One of my poems has been published in the third-quarter 2011 Star*Line: Journal of the Science Fiction Poetry Association. It’s “Outward Voyage,” another of my snapshot poems; this one is a brief moment of awareness, “lostness,” on the first generation ship to flee the devastation of Terra. In my mind, it pairs with “Endings,” which was published in the July/August 2009 issue of Star*Line.
“Outward Voyage”
by Elizabeth W. Bennefeld
Is he downstairs, again,
fallen asleep in his chair?
Or did we bury him years ago
under Terra’s summer sun,
and I’ve forgotten once more
during the long, cold night?
I’ve actually been dreaming about this “world” for many decades, but from a different perspective: growing up in weightlessness, out in space, and then living in an improvised shelter on a stairway landing, the stairs and walkways clinging for the most part to the sides of a gigantic sphere whose lights switch on a regular cycle from full daylight to soft, dim lighting and back.
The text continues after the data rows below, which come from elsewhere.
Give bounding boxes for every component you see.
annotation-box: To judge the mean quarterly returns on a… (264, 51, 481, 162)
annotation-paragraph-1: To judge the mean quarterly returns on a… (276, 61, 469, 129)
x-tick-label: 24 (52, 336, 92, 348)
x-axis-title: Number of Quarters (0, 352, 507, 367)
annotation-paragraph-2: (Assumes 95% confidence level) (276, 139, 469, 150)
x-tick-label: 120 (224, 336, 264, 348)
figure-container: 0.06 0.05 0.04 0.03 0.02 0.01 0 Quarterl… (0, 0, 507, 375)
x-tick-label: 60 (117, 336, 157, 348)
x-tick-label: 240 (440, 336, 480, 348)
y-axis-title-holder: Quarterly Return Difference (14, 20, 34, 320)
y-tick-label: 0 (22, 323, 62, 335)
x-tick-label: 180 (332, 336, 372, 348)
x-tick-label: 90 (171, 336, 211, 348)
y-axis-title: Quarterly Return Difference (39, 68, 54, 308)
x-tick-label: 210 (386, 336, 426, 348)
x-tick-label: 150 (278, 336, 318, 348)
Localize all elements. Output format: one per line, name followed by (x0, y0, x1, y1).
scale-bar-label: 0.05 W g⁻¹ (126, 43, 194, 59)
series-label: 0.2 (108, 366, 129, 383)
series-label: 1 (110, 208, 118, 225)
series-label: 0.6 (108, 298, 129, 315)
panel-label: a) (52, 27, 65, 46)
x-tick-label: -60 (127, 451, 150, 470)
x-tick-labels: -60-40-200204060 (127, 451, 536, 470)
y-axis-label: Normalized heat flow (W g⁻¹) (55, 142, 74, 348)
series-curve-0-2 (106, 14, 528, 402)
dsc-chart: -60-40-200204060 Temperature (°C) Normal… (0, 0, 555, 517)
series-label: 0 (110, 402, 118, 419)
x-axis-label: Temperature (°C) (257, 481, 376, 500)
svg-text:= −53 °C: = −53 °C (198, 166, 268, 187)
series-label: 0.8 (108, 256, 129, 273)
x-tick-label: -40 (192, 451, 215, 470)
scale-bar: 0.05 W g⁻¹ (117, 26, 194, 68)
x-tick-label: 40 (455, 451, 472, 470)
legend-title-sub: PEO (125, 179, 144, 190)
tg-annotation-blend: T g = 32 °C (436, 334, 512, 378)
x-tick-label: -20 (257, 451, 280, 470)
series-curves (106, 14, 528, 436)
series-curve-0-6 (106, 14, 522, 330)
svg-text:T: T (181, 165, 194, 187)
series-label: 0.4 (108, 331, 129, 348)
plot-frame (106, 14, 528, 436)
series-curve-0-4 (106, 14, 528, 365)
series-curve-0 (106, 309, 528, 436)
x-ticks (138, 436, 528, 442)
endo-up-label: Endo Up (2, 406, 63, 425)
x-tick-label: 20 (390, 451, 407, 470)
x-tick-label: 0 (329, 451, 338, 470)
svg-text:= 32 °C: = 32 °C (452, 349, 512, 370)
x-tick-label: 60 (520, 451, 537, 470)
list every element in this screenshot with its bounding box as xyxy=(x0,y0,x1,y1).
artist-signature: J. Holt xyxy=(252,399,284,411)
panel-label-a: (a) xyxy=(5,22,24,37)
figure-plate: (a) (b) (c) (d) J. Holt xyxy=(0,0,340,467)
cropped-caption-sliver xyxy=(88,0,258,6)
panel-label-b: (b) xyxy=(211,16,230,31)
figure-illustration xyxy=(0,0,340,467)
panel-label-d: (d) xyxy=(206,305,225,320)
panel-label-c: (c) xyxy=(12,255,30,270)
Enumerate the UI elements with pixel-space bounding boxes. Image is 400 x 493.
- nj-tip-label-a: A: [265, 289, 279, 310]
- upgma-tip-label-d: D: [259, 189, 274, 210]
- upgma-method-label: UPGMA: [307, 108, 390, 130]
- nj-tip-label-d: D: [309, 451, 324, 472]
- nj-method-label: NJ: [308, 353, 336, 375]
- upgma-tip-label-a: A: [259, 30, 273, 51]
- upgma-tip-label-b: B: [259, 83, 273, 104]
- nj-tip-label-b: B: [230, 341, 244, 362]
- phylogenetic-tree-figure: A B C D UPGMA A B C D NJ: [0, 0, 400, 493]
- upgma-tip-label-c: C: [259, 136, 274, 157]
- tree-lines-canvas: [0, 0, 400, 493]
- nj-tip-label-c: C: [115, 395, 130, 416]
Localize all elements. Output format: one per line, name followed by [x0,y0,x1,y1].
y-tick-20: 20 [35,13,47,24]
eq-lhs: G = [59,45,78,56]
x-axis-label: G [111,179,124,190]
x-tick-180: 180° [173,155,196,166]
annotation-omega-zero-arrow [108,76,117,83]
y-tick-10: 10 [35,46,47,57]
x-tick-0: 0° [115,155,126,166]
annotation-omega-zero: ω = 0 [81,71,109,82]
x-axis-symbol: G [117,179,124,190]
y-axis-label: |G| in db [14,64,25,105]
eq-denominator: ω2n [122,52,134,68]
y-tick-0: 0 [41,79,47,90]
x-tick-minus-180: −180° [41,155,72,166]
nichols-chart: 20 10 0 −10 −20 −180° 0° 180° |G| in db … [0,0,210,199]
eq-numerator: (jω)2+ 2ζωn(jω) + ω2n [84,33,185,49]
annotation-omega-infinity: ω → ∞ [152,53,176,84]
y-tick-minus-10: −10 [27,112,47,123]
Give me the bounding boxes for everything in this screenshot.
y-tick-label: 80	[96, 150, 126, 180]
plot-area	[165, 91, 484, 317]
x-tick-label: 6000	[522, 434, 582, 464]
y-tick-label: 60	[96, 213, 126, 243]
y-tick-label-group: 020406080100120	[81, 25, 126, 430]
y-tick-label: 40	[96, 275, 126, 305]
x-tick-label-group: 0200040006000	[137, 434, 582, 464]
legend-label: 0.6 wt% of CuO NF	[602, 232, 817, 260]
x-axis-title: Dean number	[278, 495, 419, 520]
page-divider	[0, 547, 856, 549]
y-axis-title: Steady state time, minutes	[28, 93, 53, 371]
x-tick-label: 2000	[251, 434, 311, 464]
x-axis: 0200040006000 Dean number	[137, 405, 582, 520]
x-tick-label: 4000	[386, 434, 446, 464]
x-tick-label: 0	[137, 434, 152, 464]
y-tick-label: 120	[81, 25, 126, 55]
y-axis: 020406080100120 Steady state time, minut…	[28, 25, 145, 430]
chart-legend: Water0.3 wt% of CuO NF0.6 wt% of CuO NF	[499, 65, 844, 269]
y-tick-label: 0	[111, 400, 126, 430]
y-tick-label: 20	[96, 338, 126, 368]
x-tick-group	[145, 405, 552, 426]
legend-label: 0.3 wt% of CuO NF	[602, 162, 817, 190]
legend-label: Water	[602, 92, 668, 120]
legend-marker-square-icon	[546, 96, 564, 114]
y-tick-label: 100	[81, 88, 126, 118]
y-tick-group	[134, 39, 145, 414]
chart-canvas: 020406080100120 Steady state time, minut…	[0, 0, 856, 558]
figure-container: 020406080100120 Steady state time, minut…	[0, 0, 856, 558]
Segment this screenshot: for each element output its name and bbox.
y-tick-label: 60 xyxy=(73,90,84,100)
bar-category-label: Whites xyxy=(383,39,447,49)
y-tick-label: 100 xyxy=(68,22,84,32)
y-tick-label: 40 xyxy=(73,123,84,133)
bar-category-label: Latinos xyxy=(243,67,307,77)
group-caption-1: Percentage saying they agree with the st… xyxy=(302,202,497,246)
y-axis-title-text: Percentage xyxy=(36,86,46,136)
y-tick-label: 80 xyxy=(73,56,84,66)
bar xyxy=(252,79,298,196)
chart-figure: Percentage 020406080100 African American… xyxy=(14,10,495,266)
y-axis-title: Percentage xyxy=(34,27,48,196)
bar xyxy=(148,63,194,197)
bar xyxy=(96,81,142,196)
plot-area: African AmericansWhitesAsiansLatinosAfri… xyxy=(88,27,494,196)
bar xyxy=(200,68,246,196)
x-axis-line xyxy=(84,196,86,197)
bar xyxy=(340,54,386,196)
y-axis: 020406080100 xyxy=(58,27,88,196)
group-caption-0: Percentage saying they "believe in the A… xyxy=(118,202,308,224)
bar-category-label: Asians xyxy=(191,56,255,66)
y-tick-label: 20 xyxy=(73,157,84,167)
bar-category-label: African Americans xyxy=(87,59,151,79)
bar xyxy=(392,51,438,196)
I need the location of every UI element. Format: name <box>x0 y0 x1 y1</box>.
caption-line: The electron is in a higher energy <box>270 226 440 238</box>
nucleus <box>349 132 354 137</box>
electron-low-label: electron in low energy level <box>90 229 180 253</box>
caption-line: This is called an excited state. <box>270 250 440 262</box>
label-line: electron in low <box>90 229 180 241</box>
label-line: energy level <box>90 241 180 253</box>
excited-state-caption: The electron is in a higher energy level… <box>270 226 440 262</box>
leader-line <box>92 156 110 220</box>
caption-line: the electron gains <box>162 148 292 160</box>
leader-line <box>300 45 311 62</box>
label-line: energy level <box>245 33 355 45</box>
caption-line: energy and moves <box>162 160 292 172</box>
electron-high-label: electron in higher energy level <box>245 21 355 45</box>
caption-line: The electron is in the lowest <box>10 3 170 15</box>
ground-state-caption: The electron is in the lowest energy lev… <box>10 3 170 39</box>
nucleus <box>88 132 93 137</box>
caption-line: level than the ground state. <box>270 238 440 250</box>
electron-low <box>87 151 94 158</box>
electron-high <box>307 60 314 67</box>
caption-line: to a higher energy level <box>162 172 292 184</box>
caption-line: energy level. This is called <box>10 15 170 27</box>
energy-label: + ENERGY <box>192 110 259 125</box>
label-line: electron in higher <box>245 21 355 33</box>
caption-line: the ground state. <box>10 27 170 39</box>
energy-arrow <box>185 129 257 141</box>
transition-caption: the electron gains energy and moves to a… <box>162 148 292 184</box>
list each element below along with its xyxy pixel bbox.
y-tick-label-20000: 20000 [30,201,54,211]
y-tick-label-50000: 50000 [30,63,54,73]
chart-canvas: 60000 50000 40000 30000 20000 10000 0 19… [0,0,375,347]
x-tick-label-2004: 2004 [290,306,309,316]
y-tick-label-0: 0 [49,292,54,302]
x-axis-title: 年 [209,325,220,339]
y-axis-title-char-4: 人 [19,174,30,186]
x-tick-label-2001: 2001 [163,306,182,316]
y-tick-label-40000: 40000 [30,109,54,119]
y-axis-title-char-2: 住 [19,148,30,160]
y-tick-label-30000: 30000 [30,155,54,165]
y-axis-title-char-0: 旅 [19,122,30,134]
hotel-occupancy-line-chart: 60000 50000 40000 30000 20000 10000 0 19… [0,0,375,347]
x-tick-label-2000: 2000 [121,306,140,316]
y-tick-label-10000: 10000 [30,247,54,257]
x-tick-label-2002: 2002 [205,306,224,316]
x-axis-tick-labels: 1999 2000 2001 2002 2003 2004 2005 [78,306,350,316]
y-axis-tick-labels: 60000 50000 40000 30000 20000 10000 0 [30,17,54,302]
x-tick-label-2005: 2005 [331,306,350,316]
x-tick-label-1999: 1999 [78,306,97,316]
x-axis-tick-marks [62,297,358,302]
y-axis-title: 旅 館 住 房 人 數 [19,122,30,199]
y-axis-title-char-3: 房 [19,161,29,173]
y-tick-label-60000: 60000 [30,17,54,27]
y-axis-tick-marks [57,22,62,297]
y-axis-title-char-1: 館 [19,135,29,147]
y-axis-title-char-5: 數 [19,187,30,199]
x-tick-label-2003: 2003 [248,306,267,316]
Within the past 10 year, I believe, I read a book that described a similar environment, although it was just part of a permanent settlement; I do not recall the name of the book or of the boy who ended up there by mistake. (I’m thinking that perhaps the author’s first name was Robert and that perhaps he wrote a number of YA SF books.) It is startling when I see a place that I’ve been in, described by an author in a book I’m reading for the first time. As though the places of my dreams do have an independent existence.